Although efforts were made to put similarly skilled teams together in the event’s nine brackets, Mater Dei opened with a 94-59 drubbing of Goodyear Millennium, which features UA target DaRon Holmes, a four-star power forward from the class of 2021.

After the perennial Southern California powerhouse schooled Millennium before UA staffers and other college coaches such as USC’s Andy Enfield and ASU’s Bobby Hurley, Holmes remained upbeat about the experience.

“We’re a local high school team out of Goodyear, so this is big for us,” Holmes said. “We were excited to play a team like that. So we did what we could. We tried to bring a lot of energy in the first half, but in the second half, they just got us.”

Devin Askew of California’s Mater Dei High School considered Arizona among his final five choices.

For Salpointe Catholic, the Section 7 event is also a chance to play on a bigger stage after competing in Class 4A. The Lancers proved they belong by beating California’s Heritage Christian and St. John Bosco in their first two Section 7 games.
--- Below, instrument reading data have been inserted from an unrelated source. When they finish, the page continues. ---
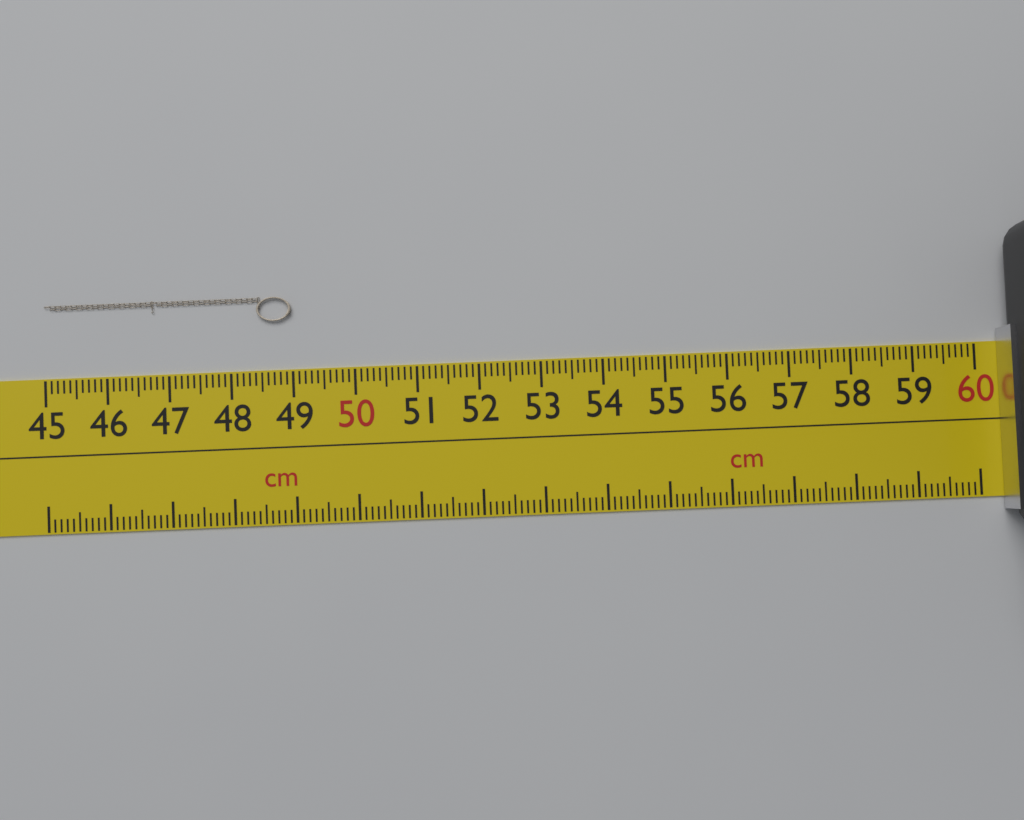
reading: 49.0 cm
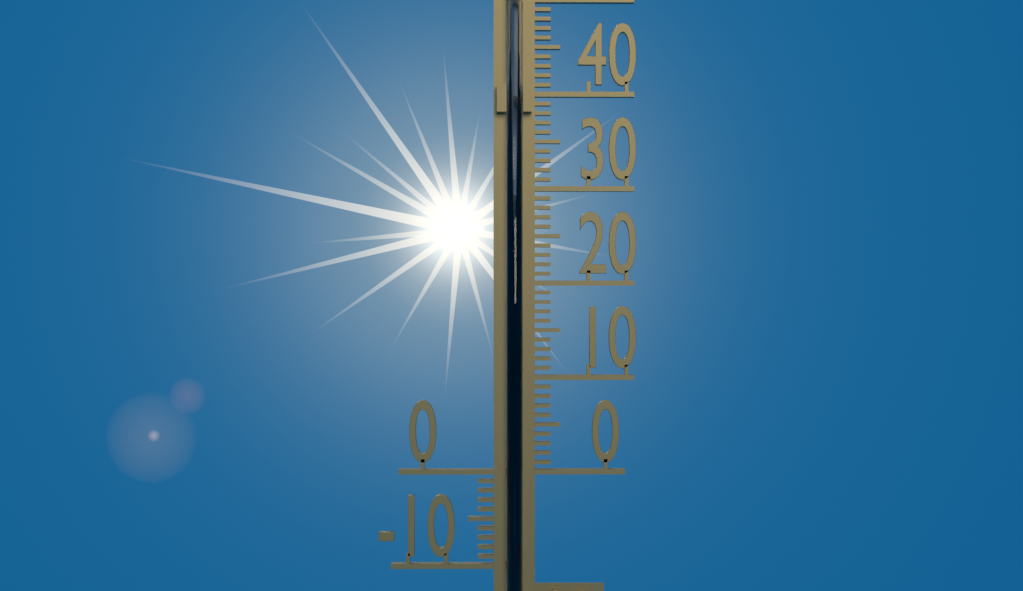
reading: 18 °C
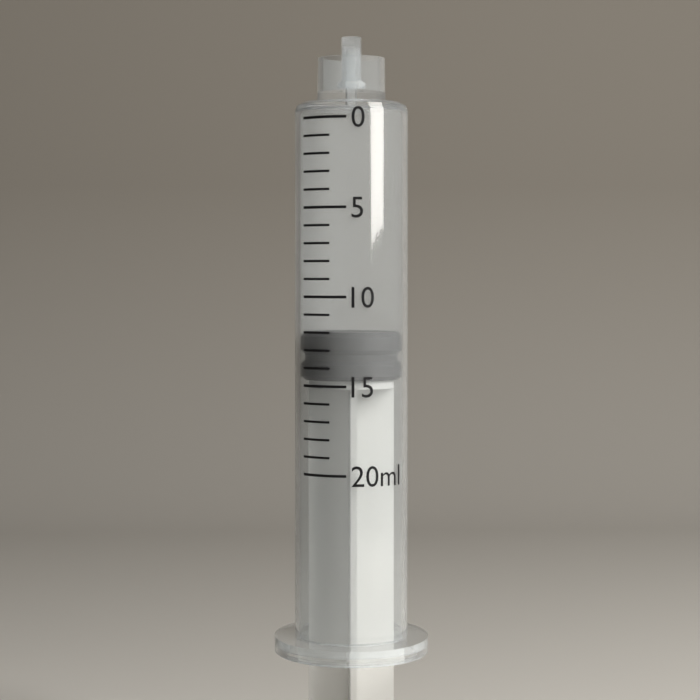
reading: 12 ml
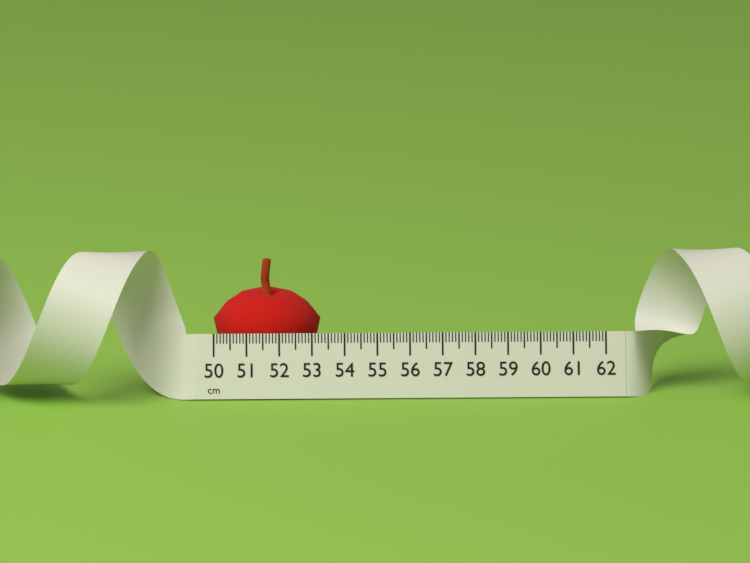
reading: 53.3 cm
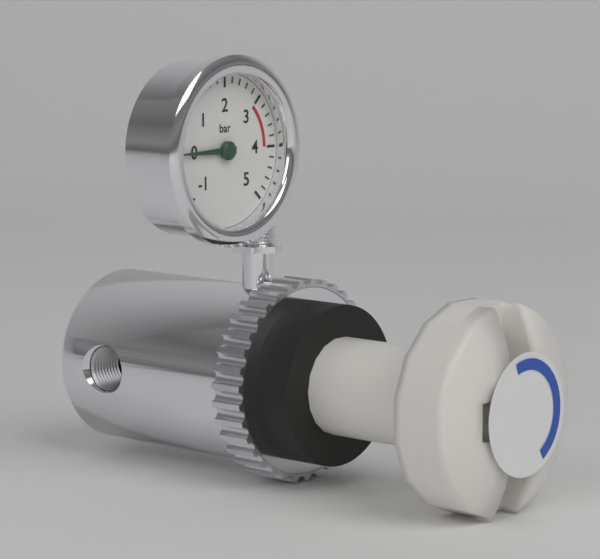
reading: 0.0 bar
“The other guys on our team from Tucson don’t get much (attention) as maybe I would — and I’ve got to drive to Phoenix” to get it, said Salpointe standout Evan Nelson, a mid-major target who also plays for the Phoenix-based Powerhouse Hoops club team. “This is good. It shows what we can do.”

Many of UA’s top targets in Section 7 are rising juniors or sophomores, with some seniors off to USA Basketball or ineligible because they play for national high school programs. The younger guys are already veterans of many different sorts of summertime events.

The high school tournaments being played around the country this week are coming on top of “elite” individual camps, USA Basketball events and, of course, the club-ball tournaments, of which college coaches now can watch only one weekend in July.

It’s so busy that Jaden Hardy, a five-star combo guard from the class of 2021, couldn’t even rattle off his exact schedule in the upcoming month. He said he knew he was headed to a Chris Paul guard camp, the Nike-sponsored Peach Jam club event and that he thought he was headed to USA Basketball later next month.

“I’m really just trying to keep my body well,” Hardy said.

Hardy’s teammate at Nevada’s Coronado High School, Richard “Pop Pop” Isaacs Jr., already went to Brazil this month to help USA Basketball win the FIBA Americas U16 gold medal, and now he’s still rattling through more summer of events.

This week’s event was with his Coronado teammates, but Isaacs said it compared to club-ball atmosphere in some respects.

“It’s almost like an AAU event, where college coaches are sitting right in front of your face,” said Isaacs, a top class of 2022 guard. “We had the same high school team coming back so playing with those guys wasn’t different but it was definitely a different atmosphere for sure.”

Coronado beat California’s Chaminade High School 82-70 on a smaller auxiliary court at Brophy, with only about 100 people watching, but even there, Hardy said he was impressed.

“It was a good atmosphere, actually,” Hardy said. “I didn’t know it was gonna be like this. I think this is good for us to be with our high school teams early and get ready for the high school season.”

Then again, the way Heritage Christian guard Skyy Clark sees it, it’s all basketball.

High school, skills camps, club ball, whatever.

“All hoopers, they just bond really well, once they get on the court and put egos aside,” said Clark, a 2022 point guard whom Arizona is also targeting. “We just bond. There’s not much difference.”